Coming together, breaking apart

In a recent Breaking Smart newsletter Venkatesh Rao said:

“The reason I’m working on this stuff and trying to use talks to work out some of the tricky bits is that I’m trying to get another book project going. Yeah yeah, I know, I already wrote a book about time (Tempo, in case you didn’t know), but I feel another one brewing in the élan vital. My spidey senses are tingling and my zeitgeist-sensing implant is telling me the kairos is right for such a book. This one’s going to be different, all about subjective time and how you can program reality to manipulate your stream of consciousness. I’m kinda excited about it because it would sort of pull together a few key current themes of Breaking Smart and Ribbonfarm, as well as further development on some of the most intriguing threads I uncovered, but did not develop, in Tempo. We’ll see how it goes.”
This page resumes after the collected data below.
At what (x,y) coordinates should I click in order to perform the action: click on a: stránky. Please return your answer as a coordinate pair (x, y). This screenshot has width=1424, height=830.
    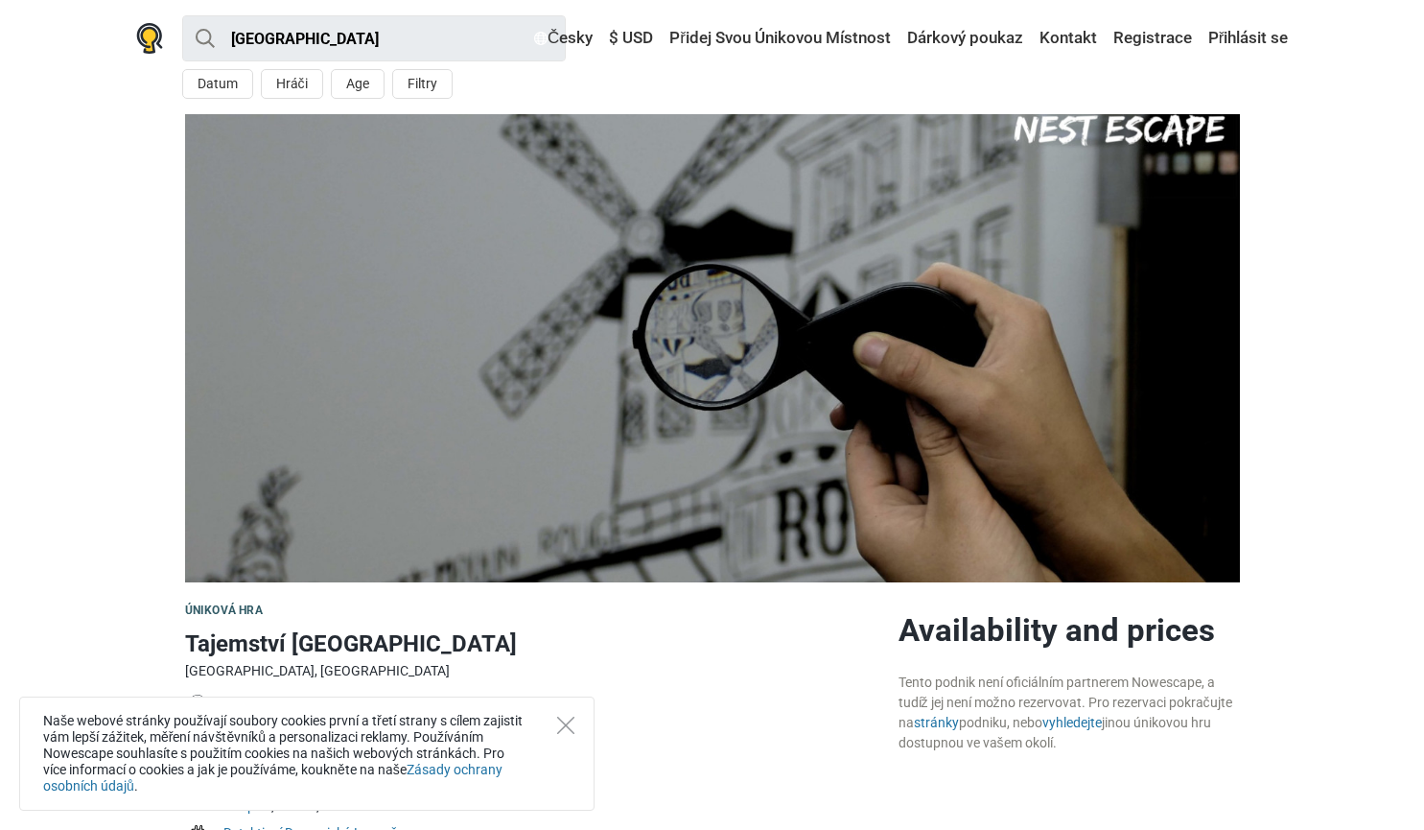
    Looking at the image, I should click on (936, 722).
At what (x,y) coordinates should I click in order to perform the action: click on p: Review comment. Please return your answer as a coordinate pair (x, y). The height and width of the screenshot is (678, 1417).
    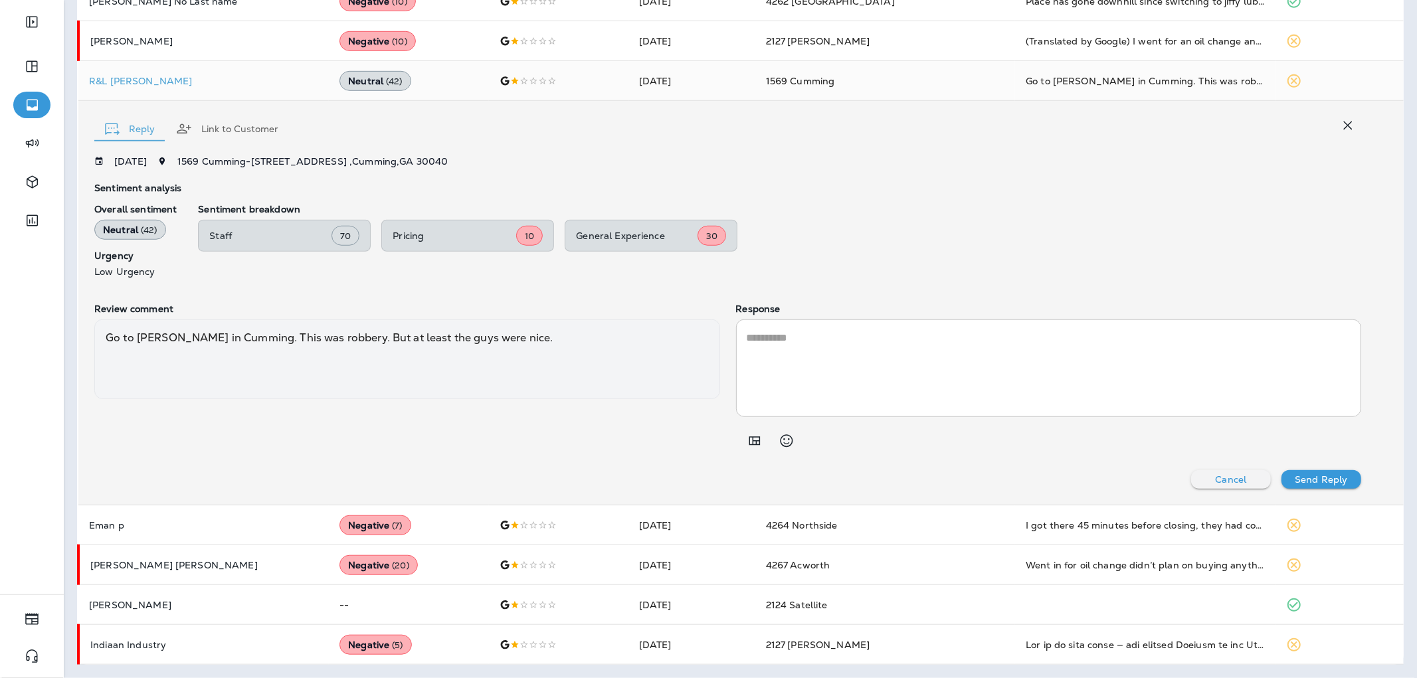
    Looking at the image, I should click on (407, 309).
So, Venkatesh’s separate projects—Breaking Smart, Ribbonfarm, Tempo—are starting to converge. Why does this matter? Well. I’m a big advocate of what I call the “many paths” approach. It’s an idea I pinched from B.H. Liddell Hart’s biography of William Sherman:

“To the irresistibility of this progress Sherman’s flexibility contributed as much as his variability of direction. Moving on a wide and irregular front—with four, five or six columns, each covered by a cloud of foragers—if one was blocked, others would be pushing on.”
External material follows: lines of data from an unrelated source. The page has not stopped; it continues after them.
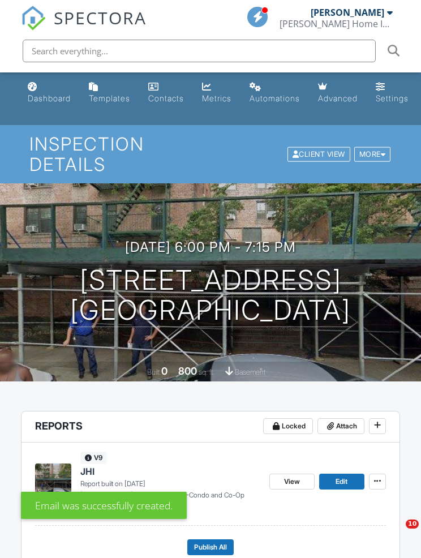 Image resolution: width=421 pixels, height=558 pixels. Describe the element at coordinates (109, 98) in the screenshot. I see `div: Templates` at that location.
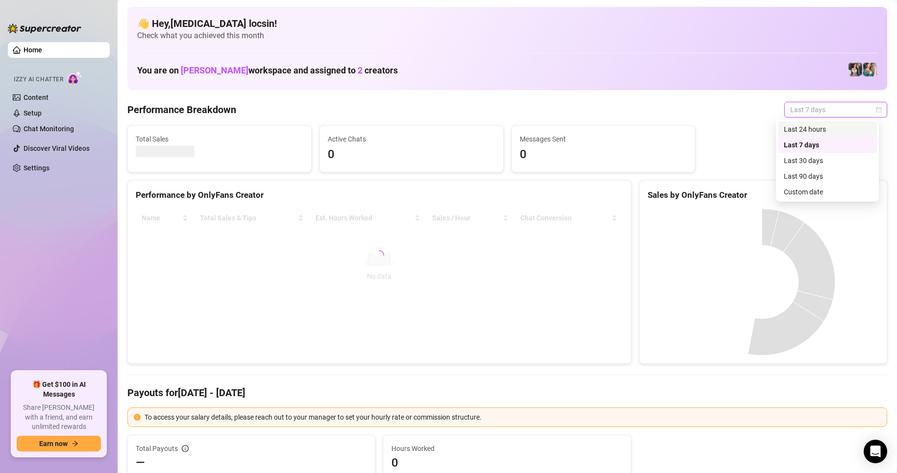 The height and width of the screenshot is (473, 897). I want to click on span: Izzy AI Chatter, so click(38, 79).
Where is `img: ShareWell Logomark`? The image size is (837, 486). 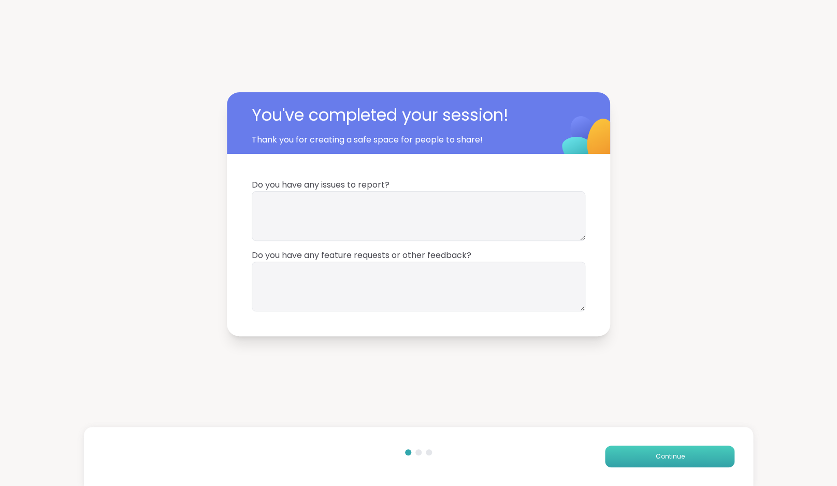 img: ShareWell Logomark is located at coordinates (589, 140).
The above idea applied means that an individual should keep multiple enterprises on the go at once, because as Hart says, “if one was blocked, others would be pushing on.” I try to embody this in my own life—a quick survey of my projects:

Phronetic: a daily blog about mastery, strategy, and practical philosophy.
– A novel (currently in the research and ideation phase).
– A longform essay on near-deathness.
– Freelance editorial work via Swell & Cut.
– Reading and research related and unrelated to the above.
– The upkeep of my Commons.
– Movement: strength training, cycling and practice of Brazilian jiu-jitsu.
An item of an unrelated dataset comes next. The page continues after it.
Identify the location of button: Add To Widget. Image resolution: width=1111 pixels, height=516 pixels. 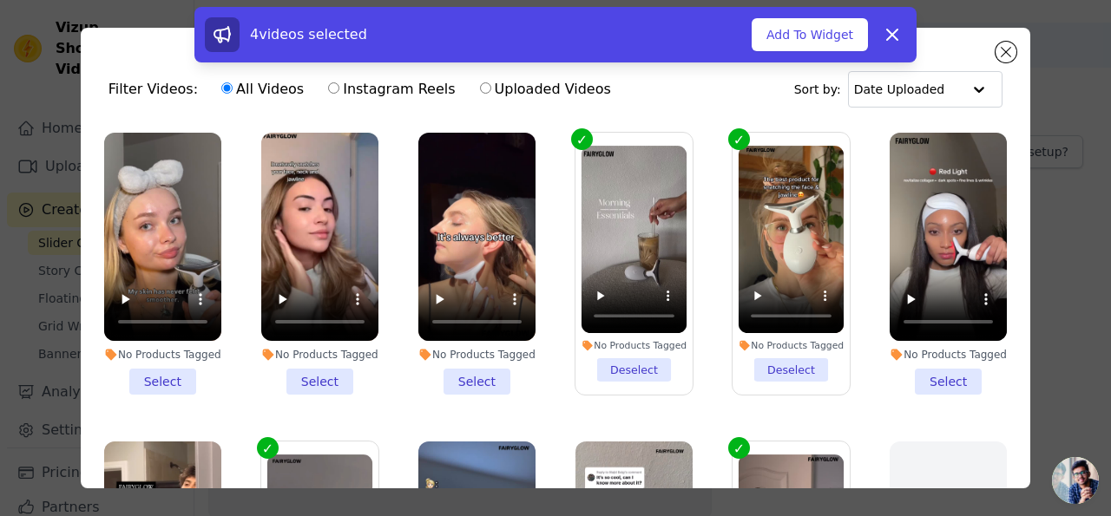
(810, 35).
I count seven separate avenues or “projects”, which means seven different opportunities for progression. Thus, if I find myself unwilling to work on the novel, I can write some blog posts. If I don’t feel like writing blog posts, I can do editorial work or come up with strategies for lead generation and conversion. If I don’t feel like writing at all, I can go read, or review books and add ideas to the commons. If all that is too much intellectual heavy lifting, I can go and weight train, or practise some BJJ movements, or trawl Reddit, Twitter and follow breadcrumbs on the internet to find things to add to my scrapbook.

So, the passage from Venkatesh’s newsletter highlights “convergence”; the passage from Hart’s biography and the idea of the “many paths approach” could be called “divergence”. And those two labels together indicate the two main phases of a life. Specifically, life and its components are always in a state of convergence or divergence, a coming together or a breaking apart.